**Description of the task**
Exactly reproduce the lines from the line bearing "reading: 4.1250 (no unit)" through the end of the listing, inclusive of both; pictures are to be omitted.

BEGIN Input data

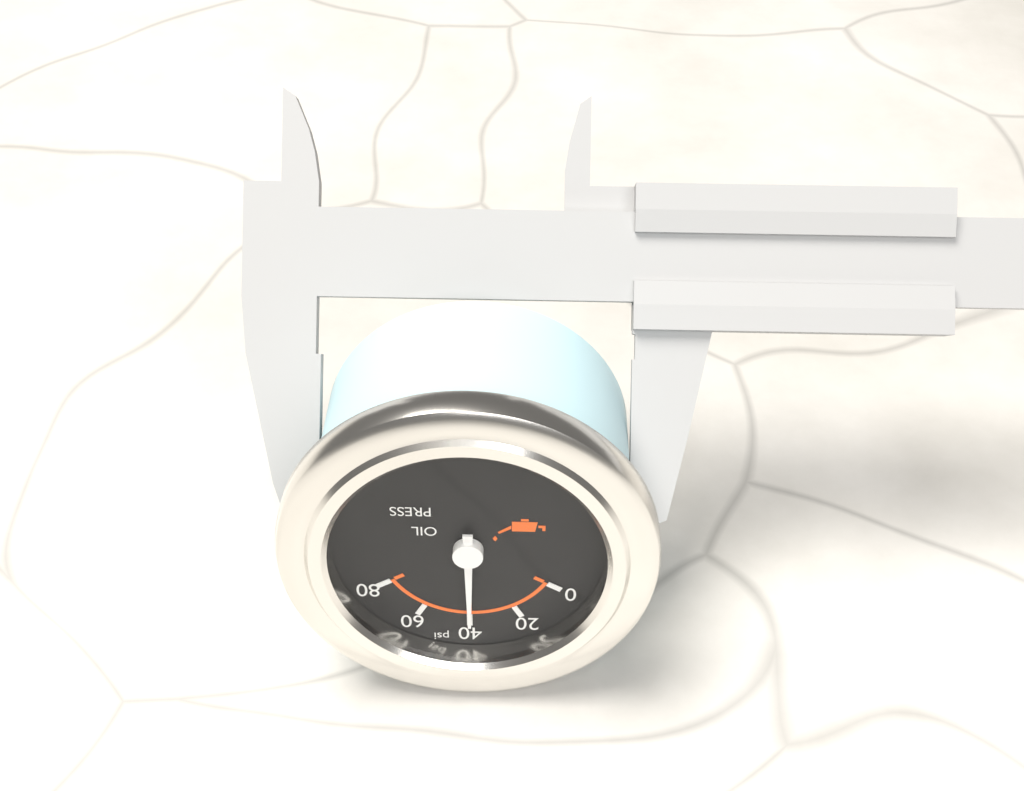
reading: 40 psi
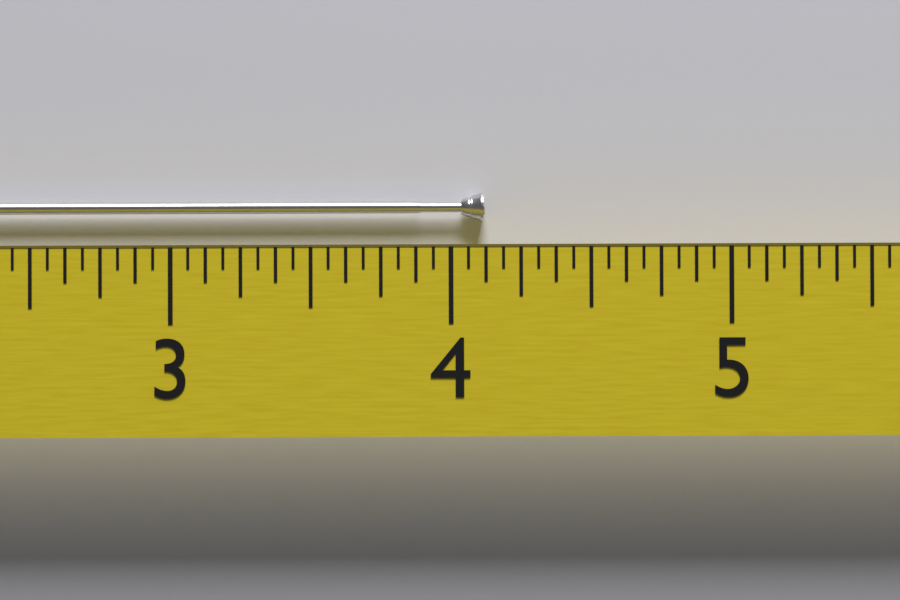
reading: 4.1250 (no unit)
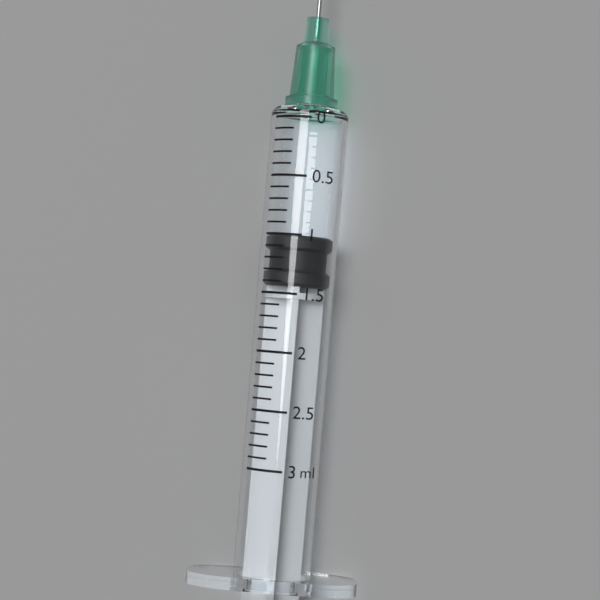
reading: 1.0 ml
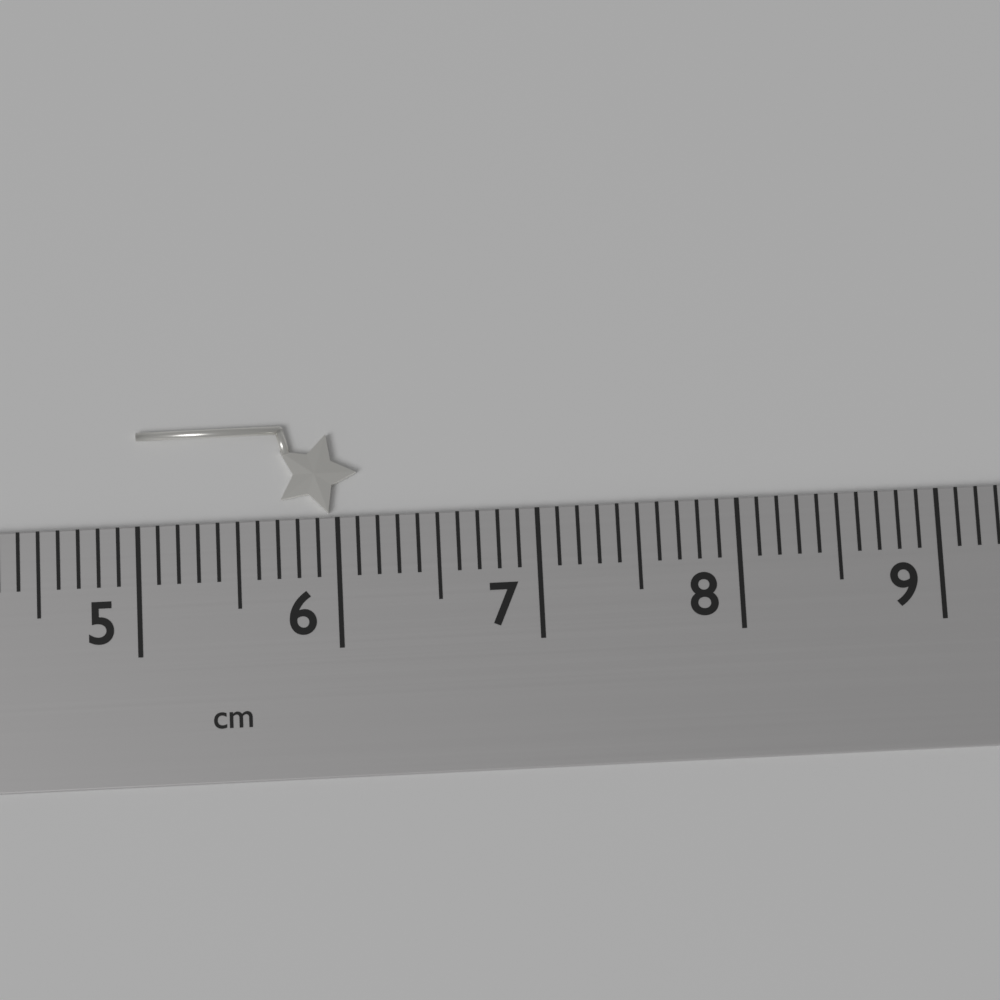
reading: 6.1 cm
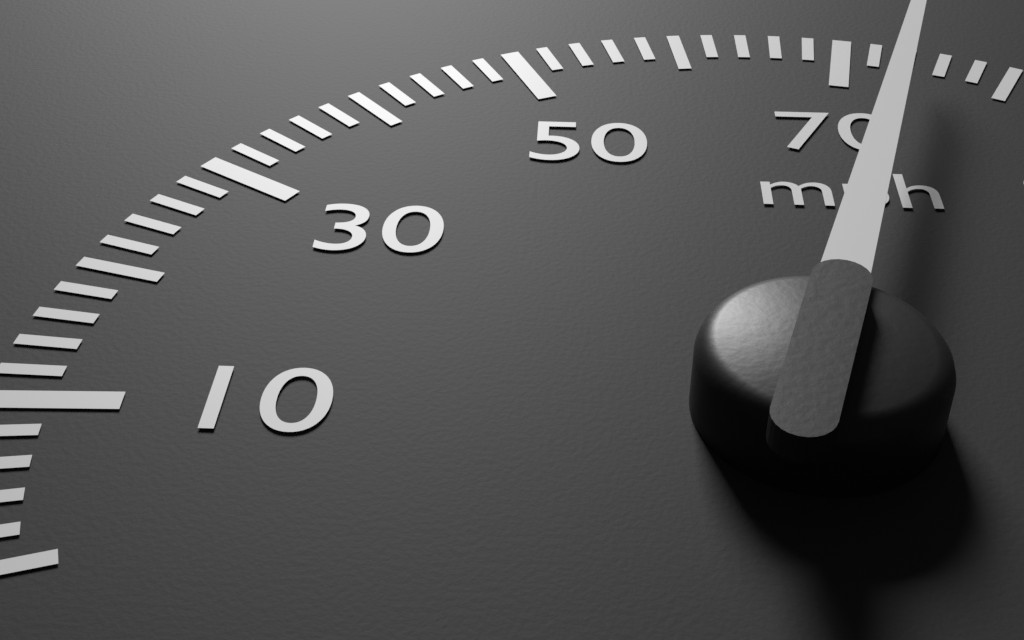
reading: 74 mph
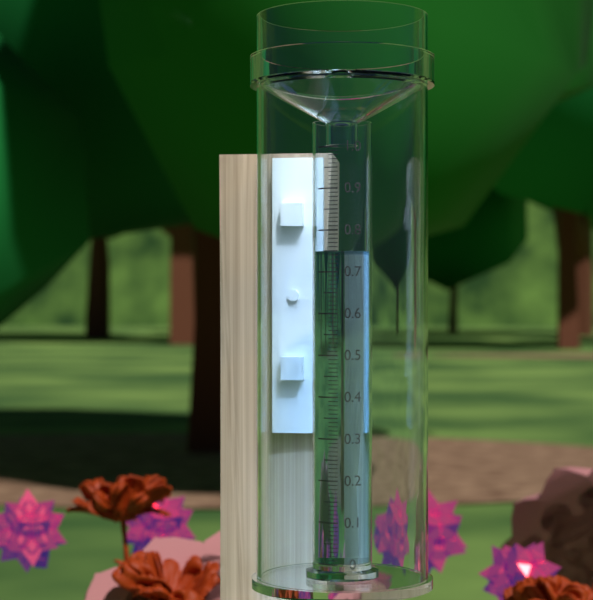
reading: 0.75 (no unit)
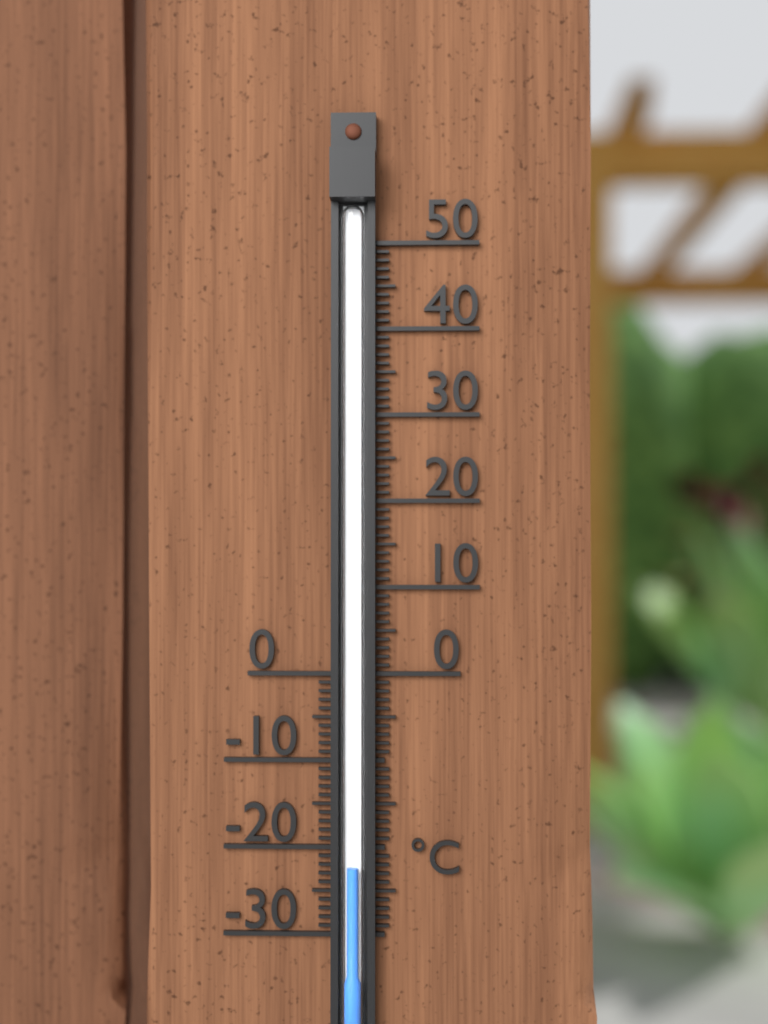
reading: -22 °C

END Input data

**Response to this task**
reading: 4.1250 (no unit)
reading: 1.0 ml
reading: 6.1 cm
reading: 74 mph
reading: 0.75 (no unit)
reading: -22 °C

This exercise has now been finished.